The leavened Bread
Bread is a staple food prepared from a dough of flour (usually wheat) and water, usually by baking. Throughout recorded history and around the world, it has been an important part of many cultures' diet
Method To Make Bread dough
While each variety of bread will have slight variations, the basic process of making bread dough is the same across the board. These are the basic steps for how to make bread dough:
1. Putting In Place
Before starting the bread-making process, it is important to gather all of your ingredients and measure them accurately. Measuring ingredients by weight is a much more accurate way to measure and is the preferred method for bread making.
OPTIONAL STEP: PROOFING YEAST
Some bread recipes include a step prior to mixing the dough called “proofing the yeast.” This step involves hydrating dry yeast in some or all of the liquid used in the recipe and adding a pinch of sugar.
The water wakes the dry yeast up from its dormant state and the sugar gives the yeast something to feed on. After mixed, you will allow the mixture to sit for 5-10 minutes to check for foaming. Bubbles and foaming are signs that the yeast is alive and you can add it to your dough.
While this step is never required, it can always be used to jump start your yeast and to check that it is alive. I recommend doing this if you are brand new to bread baking or if you are worried that your yeast might be old.
2. MIXING
The order in which ingredients are combined varies based on the types of bread. The straight dough method, the modified straight dough method, and the sponge method are the three mixing methods for combining ingredients for a bread dough
3. KNEADING
After the ingredients for the bread dough are combined the dough is kneaded. Dough can be kneaded in a stand mixer using a dough hook, or by hand. Knead the dough until it is smooth and elastic. The length of time dough is kneaded depends on what kind of bread you are making. Dough without any fat (lean dough) will be kneaded longer, while bread dough that contains fat (enriched dough) will be kneaded for a shorter period of time.
4. BULK FERMENT (1ST RISE)
After the dough is mixed and kneaded, it is allowed to rest and ferment. Fermentation occurs when the yeast begins to feed on the starches and sugar present in the dough. As the yeast feeds, carbon dioxide is produced which makes the dough rise and develops the texture and flavor of the bread.
5. SHAPING
After the dough has bulk fermented, it is shaped into rolls, loaves, or specialty shapes likes braids.
6. PROOFING OR PROVING (2ND RISE)
The term proofing also called proving, refers to the rise that happens after the dough is shaped. The same fermentation process is happening during this step as it is in step 3, but this is where the shaped dough gains the bulk of its volume. Typically, shaped bread dough should rise until double in size
7. BAKING
After the bread has proofed sufficiently it should be baked. If you wait too long to bake the bread dough after it has proofed, it can overproof which will cause a sour taste and large holes in the final product.
Bread is cooked through when its internal temperature reaches 190-200 F (99-94 C).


Exercise directions
Each line of the records that holds the word "score" should be copied out.

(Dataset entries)

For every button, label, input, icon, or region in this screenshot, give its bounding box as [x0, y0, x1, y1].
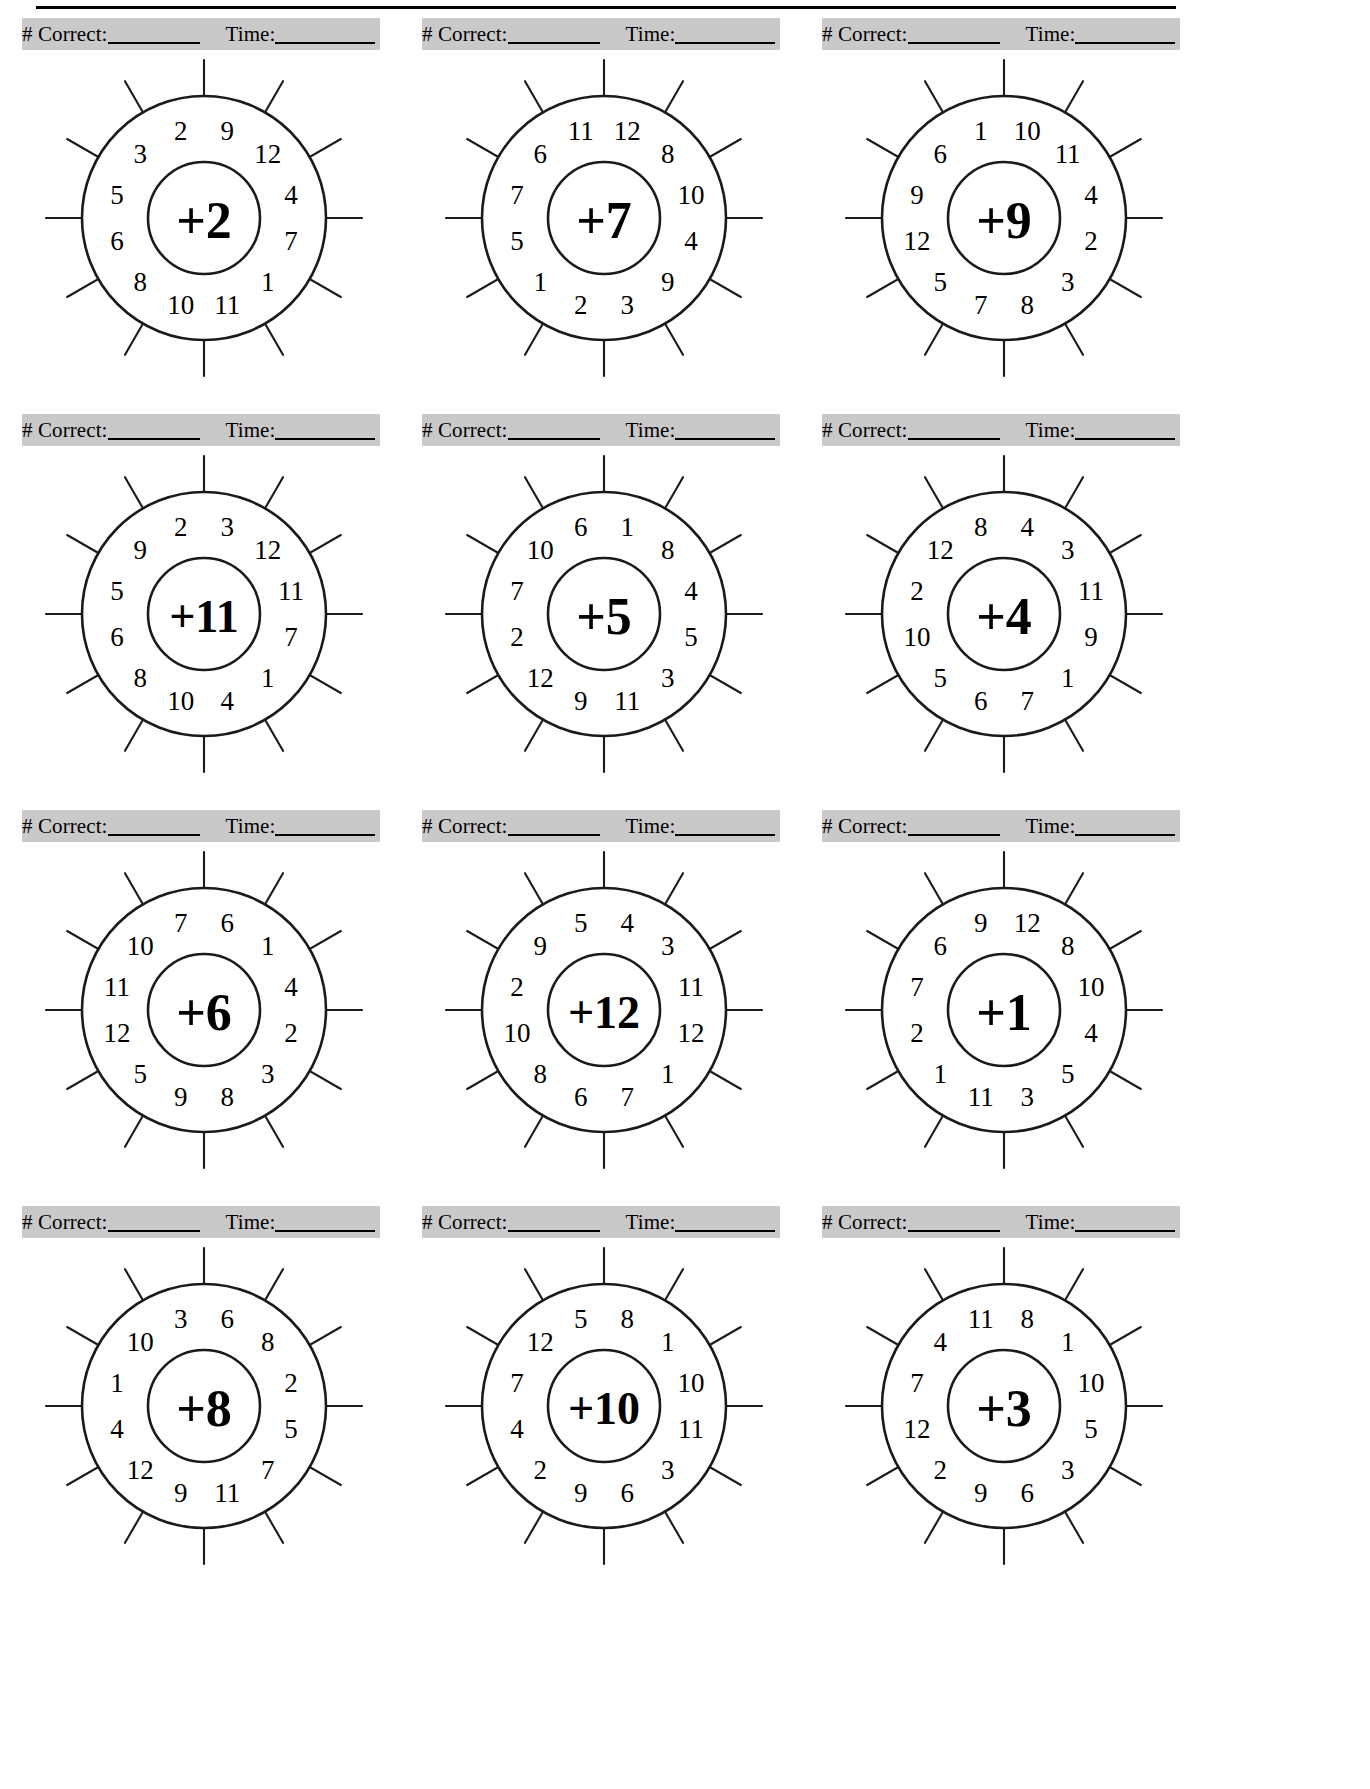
wheel-sector-number: 9: [221, 116, 235, 146]
time-label: Time:: [1026, 22, 1076, 47]
wheel-container: 184531191227106+5: [434, 444, 774, 794]
wheel-sector-number: 11: [214, 1478, 240, 1508]
time-label: Time:: [626, 814, 676, 839]
correct-input-blank[interactable]: [508, 817, 600, 836]
worksheet-page: # Correct:Time:912471111086532+2# Correc…: [0, 0, 1370, 1789]
wheel-sector-number: 7: [510, 1368, 524, 1398]
time-label: Time:: [1026, 1210, 1076, 1235]
wheel-sector-number: 11: [968, 1082, 994, 1112]
wheel-sector-number: 11: [614, 686, 640, 716]
wheel-plus-2: 912471111086532+2: [34, 48, 374, 398]
wheel-sector-number: 4: [684, 226, 698, 256]
correct-input-blank[interactable]: [108, 1213, 200, 1232]
correct-label: # Correct:: [422, 418, 508, 443]
score-bar: # Correct:Time:: [822, 414, 1180, 446]
correct-input-blank[interactable]: [908, 25, 1000, 44]
wheel-sector-number: 6: [621, 1478, 635, 1508]
correct-label: # Correct:: [422, 1210, 508, 1235]
correct-input-blank[interactable]: [508, 25, 600, 44]
wheel-sector-number: 3: [1061, 535, 1075, 565]
wheel-cell: # Correct:Time:101142387512961+9: [822, 18, 1222, 414]
wheel-container: 811053692127411+3: [834, 1236, 1174, 1586]
wheel-sector-number: 11: [214, 290, 240, 320]
correct-input-blank[interactable]: [508, 1213, 600, 1232]
correct-input-blank[interactable]: [908, 817, 1000, 836]
time-label: Time:: [226, 1210, 276, 1235]
wheel-sector-number: 6: [574, 1082, 588, 1112]
time-input-blank[interactable]: [675, 421, 775, 440]
correct-input-blank[interactable]: [108, 817, 200, 836]
time-input-blank[interactable]: [675, 1213, 775, 1232]
time-input-blank[interactable]: [675, 25, 775, 44]
wheel-sector-number: 7: [261, 1455, 275, 1485]
wheel-center-operator: +4: [976, 588, 1032, 645]
wheel-cell: # Correct:Time:811011369247125+10: [422, 1206, 822, 1602]
time-input-blank[interactable]: [275, 421, 375, 440]
wheel-sector-number: 4: [221, 686, 235, 716]
wheel-sector-number: 11: [278, 576, 304, 606]
wheel-container: 431191765102128+4: [834, 444, 1174, 794]
correct-input-blank[interactable]: [108, 421, 200, 440]
wheel-sector-number: 12: [254, 139, 281, 169]
time-label: Time:: [1026, 418, 1076, 443]
wheel-sector-number: 6: [974, 686, 988, 716]
wheel-center-operator: +2: [176, 192, 232, 249]
wheel-sector-number: 1: [261, 663, 275, 693]
wheel-sector-number: 6: [934, 139, 948, 169]
correct-input-blank[interactable]: [108, 25, 200, 44]
wheel-sector-number: 1: [1061, 1327, 1075, 1357]
wheel-sector-number: 7: [910, 972, 924, 1002]
wheel-plus-6: 614238951211107+6: [34, 840, 374, 1190]
wheel-sector-number: 10: [904, 622, 931, 652]
wheel-sector-number: 1: [534, 267, 548, 297]
wheel-sector-number: 12: [677, 1018, 704, 1048]
wheel-sector-number: 4: [1084, 1018, 1098, 1048]
correct-input-blank[interactable]: [908, 1213, 1000, 1232]
time-input-blank[interactable]: [675, 817, 775, 836]
wheel-container: 101142387512961+9: [834, 48, 1174, 398]
wheel-plus-8: 682571191241103+8: [34, 1236, 374, 1586]
correct-label: # Correct:: [822, 1210, 908, 1235]
wheel-sector-number: 4: [934, 1327, 948, 1357]
wheel-sector-number: 2: [174, 116, 188, 146]
time-input-blank[interactable]: [1075, 421, 1175, 440]
wheel-sector-number: 7: [510, 180, 524, 210]
wheel-sector-number: 1: [934, 1059, 948, 1089]
time-input-blank[interactable]: [1075, 1213, 1175, 1232]
time-label: Time:: [1026, 814, 1076, 839]
wheel-sector-number: 2: [510, 972, 524, 1002]
wheel-sector-number: 5: [574, 908, 588, 938]
wheel-sector-number: 9: [661, 267, 675, 297]
correct-input-blank[interactable]: [908, 421, 1000, 440]
wheel-sector-number: 9: [974, 908, 988, 938]
wheel-sector-number: 1: [621, 512, 635, 542]
wheel-sector-number: 12: [614, 116, 641, 146]
wheel-plus-1: 128104531112769+1: [834, 840, 1174, 1190]
wheel-sector-number: 9: [1084, 622, 1098, 652]
wheel-cell: # Correct:Time:614238951211107+6: [22, 810, 422, 1206]
wheel-center-operator: +6: [176, 984, 232, 1041]
wheel-sector-number: 1: [261, 267, 275, 297]
wheel-plus-4: 431191765102128+4: [834, 444, 1174, 794]
time-input-blank[interactable]: [275, 817, 375, 836]
time-input-blank[interactable]: [275, 1213, 375, 1232]
score-bar: # Correct:Time:: [422, 414, 780, 446]
wheel-sector-number: 2: [910, 1018, 924, 1048]
wheel-sector-number: 6: [221, 908, 235, 938]
time-input-blank[interactable]: [1075, 25, 1175, 44]
wheel-container: 312117141086592+11: [34, 444, 374, 794]
wheel-sector-number: 2: [174, 512, 188, 542]
wheel-grid: # Correct:Time:912471111086532+2# Correc…: [0, 0, 1370, 1789]
wheel-plus-9: 101142387512961+9: [834, 48, 1174, 398]
correct-label: # Correct:: [822, 22, 908, 47]
wheel-sector-number: 10: [127, 931, 154, 961]
wheel-sector-number: 12: [527, 1327, 554, 1357]
correct-input-blank[interactable]: [508, 421, 600, 440]
wheel-sector-number: 8: [534, 1059, 548, 1089]
time-input-blank[interactable]: [275, 25, 375, 44]
wheel-sector-number: 7: [510, 576, 524, 606]
wheel-sector-number: 8: [974, 512, 988, 542]
time-input-blank[interactable]: [1075, 817, 1175, 836]
wheel-sector-number: 2: [934, 1455, 948, 1485]
wheel-center-operator: +9: [976, 192, 1032, 249]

Solution for this task
score-bar: # Correct:Time:: [822, 414, 1180, 446]
score-bar: # Correct:Time:: [422, 414, 780, 446]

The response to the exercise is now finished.